Ex-Obamacare boss Andy Slavitt, tried to seek a bipartisan opening to protect the healthcare system established by the Obama administration after he stepped down last January 20 as acting administrator of Centers for Medicare and Medicaid Services (CMS).

In an interview made by Politico, Andy Slavitt said that instead of discarding the law and returning to his rewarding career as a health entrepreneur in Minnesota, he will spend his time with hospital CEOs, governors and drug companies in repairing the law. He will stay on part-time in Washington to seek a bipartisan ceasefire in the war on health care that preserve Obamacare as much as possible even if it takes to take on more conservative legislators.

Dealing with the issues of changing the government would be a tough one especially on healthcare. Jay Angoff, a former Affordable Care Act Implementation director, said in his statement during the interview with CNBC last Tuesday that "the repealing and replacing Obamacare will be harder than the Republicans, under Donald Trump administration, can think of."

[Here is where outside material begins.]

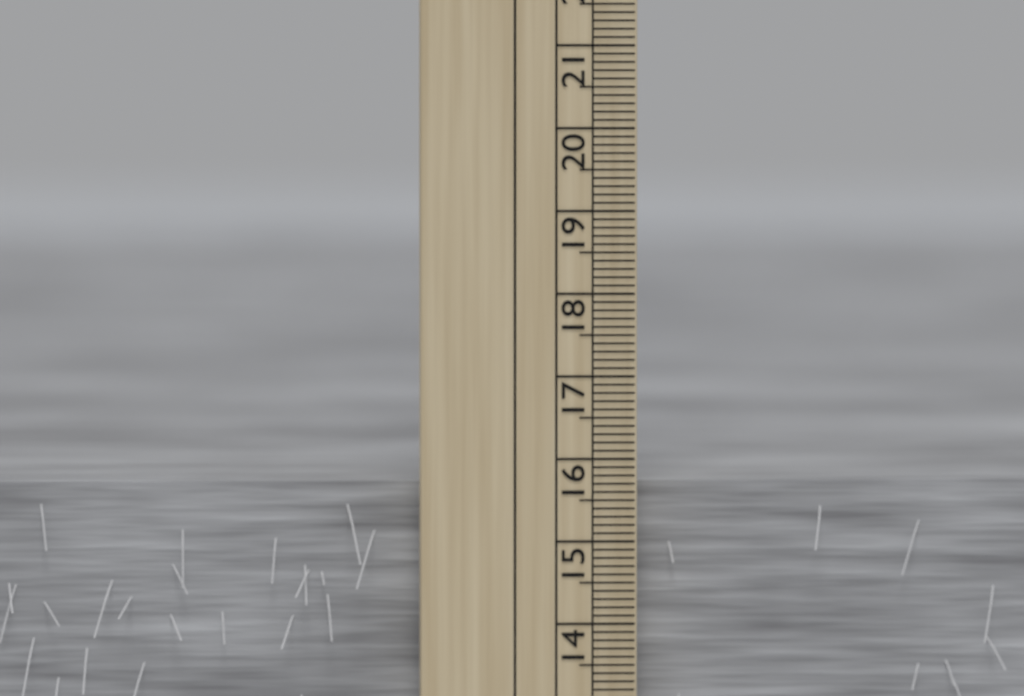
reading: 15.7 cm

President Donald Trump signed an executive order that turn the law on healthcare as Andy Slavitt steps down in his title as the acting administrator of the CMS. Obamacare supporters put on notice just hours after Trump took oath of office when he signed the executive order putting his agency heads discretion to stop Obamacare including individual mandate.

But the Trump's administration still has yet to unravel its plan of action in healthcare. The market for people to buy their own insurances will collapse if the mandate will fail or if health plans, doctors and hospitals will abandon the market place because of uncertainty.

However, Angoff said in an interview that President Donald Trump has a chance to lower the healthcare costs by using his deal-making skills to drive hard bargains with hospitals, doctors, medical equipment makers, insurers and drug companies. "But that even if negotiating in behalf of the government would be harder than in negotiating in business, still there is hope for Trump administration to do what Donald Trump is very good at, negotiating", Agoff added. Amidst from all of these, people must still obey the law and to the government who implements it.